Berman, Pat
Artist Statement
It doesn’t surprise me that my pots and sculpture so often take human forms and have faces. It’s where my imagination takes me. Since I was a kid I’ve seen them in landscape and abstract designs, drawn them when doodling, and delighted in them. I’ve stopped fighting the urge to let them dominate my pieces, and am thoroughly enjoying myself. Increasingly, they are the subject of my work.
I’ve traveled in the desert of the southwestern US several times in recent years. The landscape of red rock hoodoos has inspired the series of sculpture I call “Desert Series”, carved to look like figures emerging from the eroding rock. Wood fire, in the Alsea Anagama kiln, where the pieces are glazed by ash drawn through the kiln at sustained high temperature, has provided the perfect environment for transformation into rock itself.
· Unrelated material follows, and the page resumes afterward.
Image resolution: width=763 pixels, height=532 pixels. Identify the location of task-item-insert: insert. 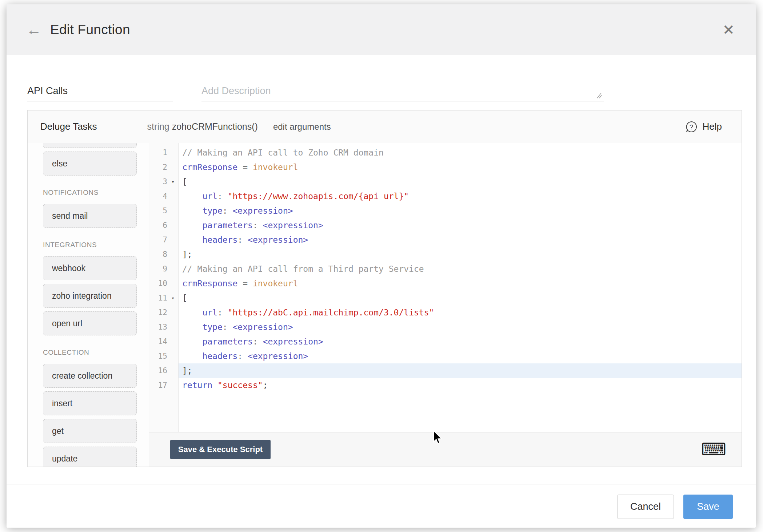
(90, 403).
The clay blushes to warm reds, oranges, even purples, in the crevices and where the fire wraps around their leeward sides. The ash layers, melts, and sometimes crystallizes, on the convex planes where the pieces face the firebox. As in the landscape, the pieces can be read to discover a story of the environment in which they evolved.
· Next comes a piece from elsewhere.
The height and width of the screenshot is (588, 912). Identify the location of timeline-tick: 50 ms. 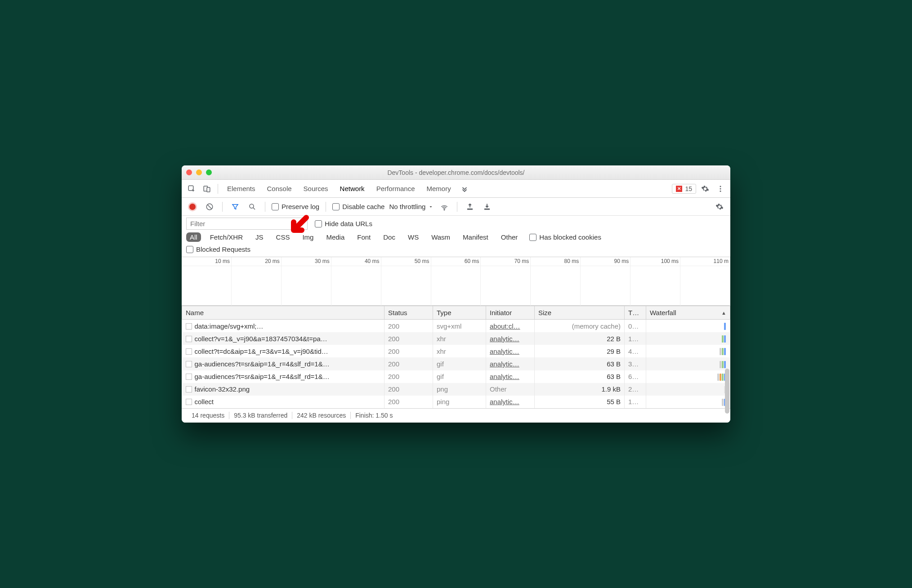
(407, 262).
The wood fired vessels each have their own face or two, and are a whimsical tribute to people everywhere: the ancient people who first made their homes and left their own marks in this landscape, and to the faces I see around me.
The colorful low fire work including the harlequin series, the narrative torsos, and garden sculpture, are an ongoing study of how far I can stretch the clay, and the many sides of human nature. After 30 years practicing as a psychotherapist, I have been privileged witness to many stories, and am filled with awe for the tenacity of the human spirit. When they show up on my pottery I’m always glad to see them.